The Beatles, Year One

  • The fans scream in the cold at New York City's Idlewild Airport at the arrival of their four idols, whom they hadn't even heard of three months earlier. The press asks the mop tops when they're going to get a haircut, and George gets a laugh when he replies, earnestly, "I had one yesterday." In a crowded elevator, Paul lightens the mood by announcing, "Ladies and gentlemen, on your right you'll see the Washington Memorial." Running down a hotel corridor, George mimics the mob outside--"Ban the bomb!"--and John ad-libs, "Ban the Pope." Trapped in their suite, Ringo plaintively asks, "Are we going out?"

    To celebrate (and, of course, exploit) the 40th anniversary of their conquest of America, Apple Corps will reissue on Feb. 3 the feature-length documentary The Beatles: The First U.S. Visit, with a 51-min. add-on of outtakes and reminiscences. The original film, a cinema verite record of the group's tour by Albert and David Maysles, is a brisk rough sketch of A Hard Day's Night, which the boys started making later that month. Same dashing from train to limo to photo op to TV stage. Same use of wit as armor against imprisonment and ennui. And the same amazing display of grace and good humor by four blithe Liverpudlians, ages 20 to 24. Leaving their hotel room to go to the Peppermint Lounge, they wave a sweet goodbye to the two-man camera crew. Did celebrity ever take such innocent pleasure in its own good fortune? Was the world ever this young?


▶ _Work required_:
Below are records that should be duplicated exactly, with no image retained.

▶ _Data for review_:
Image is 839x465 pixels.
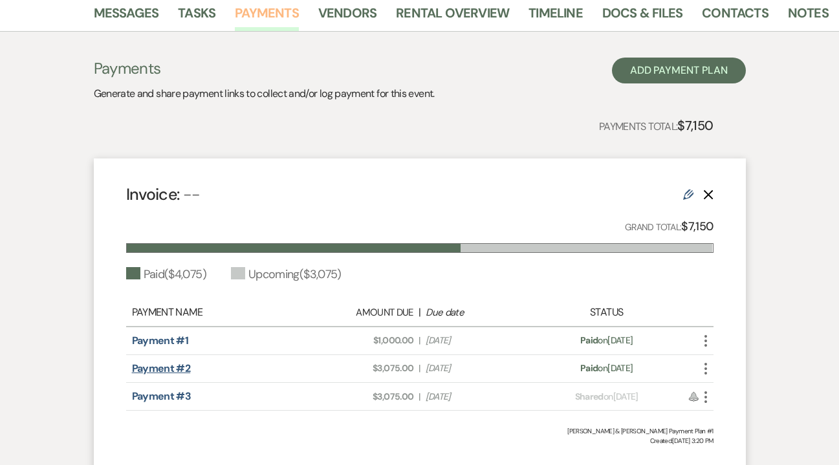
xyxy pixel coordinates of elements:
[625,217,713,236] p: Grand Total:
[178,3,215,31] a: Tasks
[681,219,713,234] strong: $7,150
[126,183,200,206] h4: Invoice:
[534,362,678,375] div: on [DATE]
[426,390,528,404] span: [DATE]
[311,305,413,320] div: Amount Due
[126,426,713,436] div: [PERSON_NAME] & [PERSON_NAME] Payment Plan #1
[311,390,413,404] span: $3,075.00
[183,184,200,205] span: --
[575,391,603,402] span: Shared
[677,117,713,134] strong: $7,150
[534,390,678,404] div: on [DATE]
[426,305,528,320] div: Due date
[580,334,598,346] span: Paid
[788,3,828,31] a: Notes
[94,85,435,102] p: Generate and share payment links to collect and/or log payment for this event.
[94,3,159,31] a: Messages
[612,58,746,83] button: Add Payment Plan
[94,58,435,80] h3: Payments
[418,390,420,404] span: |
[418,362,420,375] span: |
[426,362,528,375] span: [DATE]
[132,389,191,403] a: Payment #3
[132,305,305,320] div: Payment Name
[599,115,713,136] p: Payments Total:
[426,334,528,347] span: [DATE]
[534,305,678,320] div: Status
[534,334,678,347] div: on [DATE]
[311,334,413,347] span: $1,000.00
[602,3,682,31] a: Docs & Files
[580,362,598,374] span: Paid
[305,305,535,320] div: |
[132,362,191,375] a: Payment #2
[231,266,341,283] div: Upcoming ( $3,075 )
[528,3,583,31] a: Timeline
[418,334,420,347] span: |
[126,266,206,283] div: Paid ( $4,075 )
[126,436,713,446] span: Created: [DATE] 3:20 PM
[132,334,189,347] a: Payment #1
[396,3,509,31] a: Rental Overview
[702,3,768,31] a: Contacts
[235,3,299,31] a: Payments
[311,362,413,375] span: $3,075.00
[318,3,376,31] a: Vendors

▶ _Written answer_:
Image is 839x465 pixels.
xyxy pixel coordinates of elements:
[625,217,713,236] p: Grand Total:
[178,3,215,31] a: Tasks
[681,219,713,234] strong: $7,150
[126,183,200,206] h4: Invoice:
[534,362,678,375] div: on [DATE]
[426,390,528,404] span: [DATE]
[311,305,413,320] div: Amount Due
[126,426,713,436] div: [PERSON_NAME] & [PERSON_NAME] Payment Plan #1
[311,390,413,404] span: $3,075.00
[183,184,200,205] span: --
[575,391,603,402] span: Shared
[677,117,713,134] strong: $7,150
[534,390,678,404] div: on [DATE]
[426,305,528,320] div: Due date
[580,334,598,346] span: Paid
[788,3,828,31] a: Notes
[94,85,435,102] p: Generate and share payment links to collect and/or log payment for this event.
[94,3,159,31] a: Messages
[612,58,746,83] button: Add Payment Plan
[94,58,435,80] h3: Payments
[418,390,420,404] span: |
[418,362,420,375] span: |
[426,362,528,375] span: [DATE]
[132,389,191,403] a: Payment #3
[132,305,305,320] div: Payment Name
[599,115,713,136] p: Payments Total:
[426,334,528,347] span: [DATE]
[534,305,678,320] div: Status
[534,334,678,347] div: on [DATE]
[311,334,413,347] span: $1,000.00
[602,3,682,31] a: Docs & Files
[580,362,598,374] span: Paid
[305,305,535,320] div: |
[132,362,191,375] a: Payment #2
[231,266,341,283] div: Upcoming ( $3,075 )
[528,3,583,31] a: Timeline
[418,334,420,347] span: |
[126,266,206,283] div: Paid ( $4,075 )
[126,436,713,446] span: Created: [DATE] 3:20 PM
[132,334,189,347] a: Payment #1
[396,3,509,31] a: Rental Overview
[702,3,768,31] a: Contacts
[235,3,299,31] a: Payments
[311,362,413,375] span: $3,075.00
[318,3,376,31] a: Vendors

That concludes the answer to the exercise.